What was the nature of Adam and Eve’s perfection? And is this the perfection we are trying to journey towards?

Thank you for your question. You ask: “What was the nature of Adam and Eve’s perfection? And is this the perfection we are trying to journey towards?”

The book of Genesis relates that “God created humankind in his image, in the image of God he created them, male and female he created them” (Gen 1:27). Adam and Eve are in the image of God in their capacity for love and companionship. Their nature is fulfilled in that they are in harmony with God and with all of creation.

They lose this harmony when they seek to “be like God” (Gen 3:5). By eating the forbidden fruit, they deny their human nature and seek to usurp God’s power. This results in alienation and disharmony. Adam and Eve find themselves at odds with nature, with their own bodies, with each other, and with God. The gift of what they had been is only apparent when they have lost it and feel its absence. It is in this way alone that they achieve “knowledge over good and evil” (Gen. 3:5).

Couples in the first phases of being in love may find themselves reliving the experience of Adam and Eve. In their love for each other, they are willing to make great sacrifices to please one another. They experience the state of harmony and gracefulness we call romance. They are living in paradise. With time, however, ego begins to get in the way of their love. They begin, sometimes in subtle or even unconscious ways, to gain control of the relationship, to assert their own will rather than do what their partner seeks. The struggle for power becomes more important than their original love. Disillusionment, disharmony and even alienation follow. In seeking to become “like God”, they lose paradise.

Such couples may discover that if they are to continue to journey toward unity with each other, they must make a decision to place the other first, even when their will resists doing so. They discover, in words popularized by Marriage Encounter, that “love is not a feeling, but a decision.”

In our own lives, moments of “Eden” or “paradise” are possible but fleeting. Our own fulfillment lies in making a decision to love and serve God in the presence of those who are in need. In the words of the prayer Jesus taught us, we work to make God’s kingdom a reality “on earth as it is in heaven.”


• Task to complete: Only the text should come through, so restate the listing exactly and drop its images.

• Data shown:
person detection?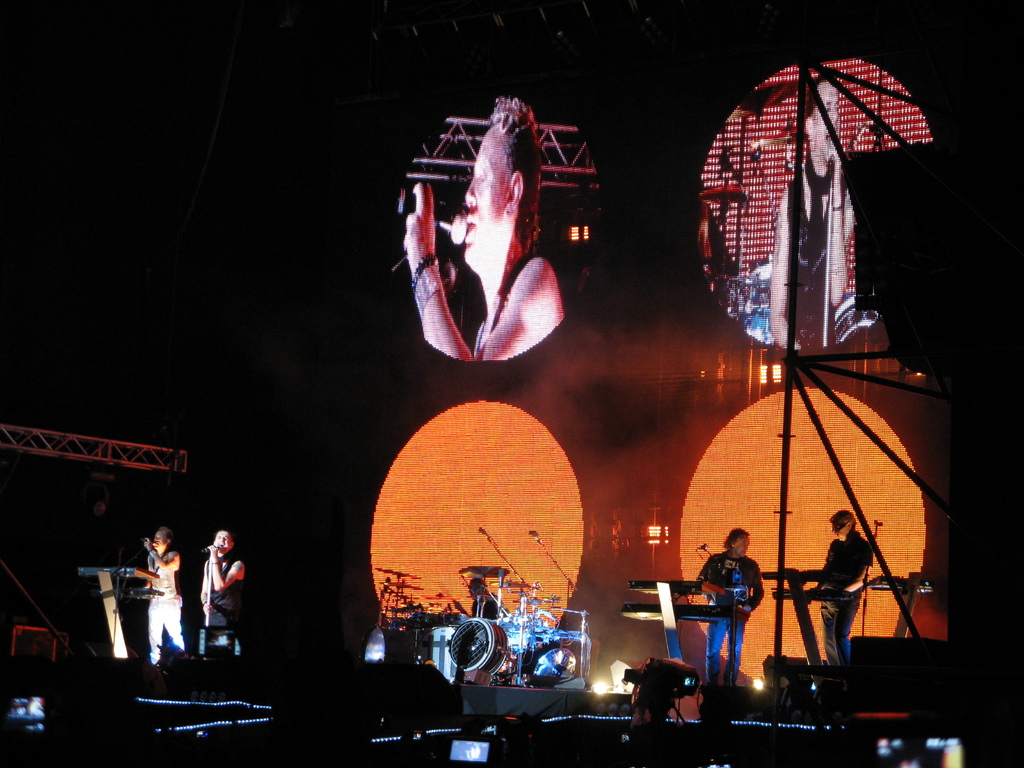
rect(131, 521, 186, 665)
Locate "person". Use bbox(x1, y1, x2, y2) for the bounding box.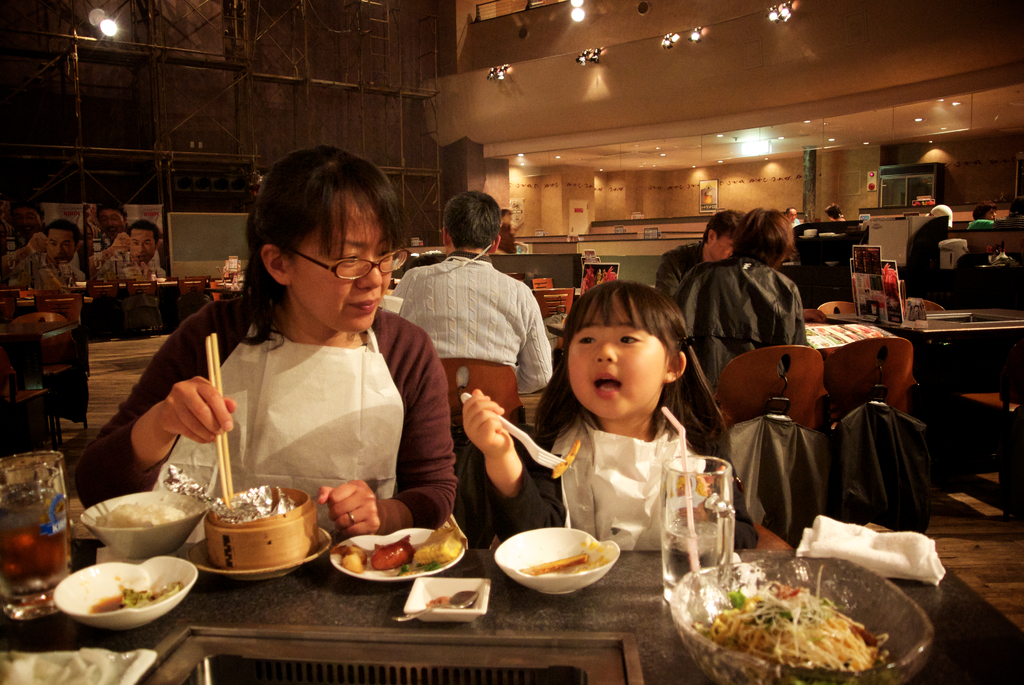
bbox(456, 279, 769, 556).
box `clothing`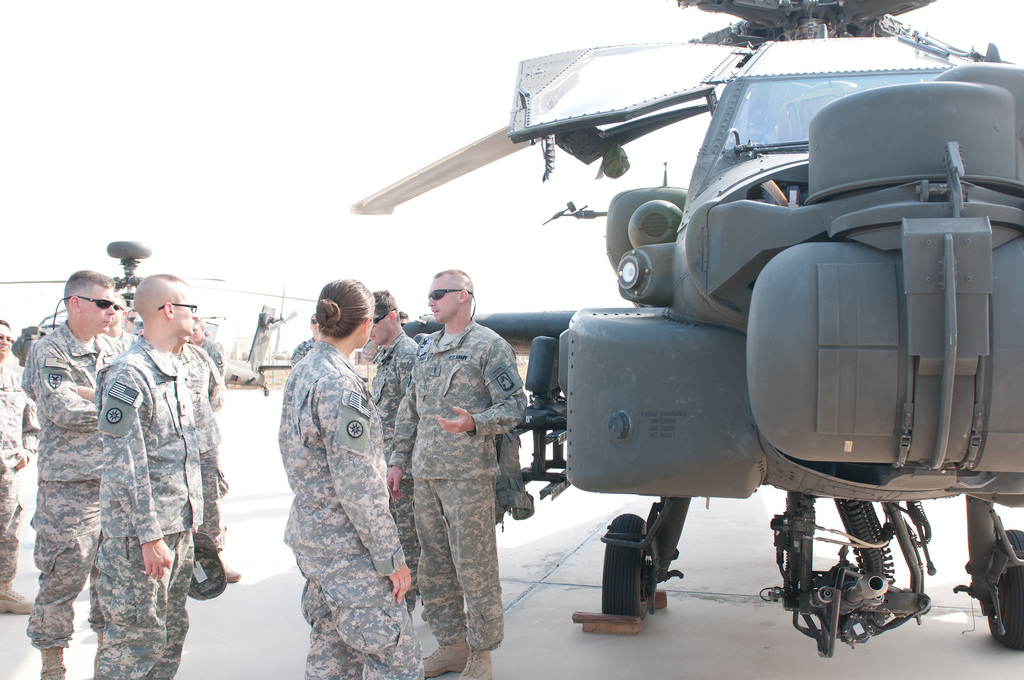
x1=89 y1=332 x2=211 y2=679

• Completed task:
person detection?
rect(131, 521, 186, 665)
Locate "person". Use bbox(x1, y1, x2, y2) for the bounding box.
bbox(456, 279, 769, 556).
box `clothing`
x1=89 y1=332 x2=211 y2=679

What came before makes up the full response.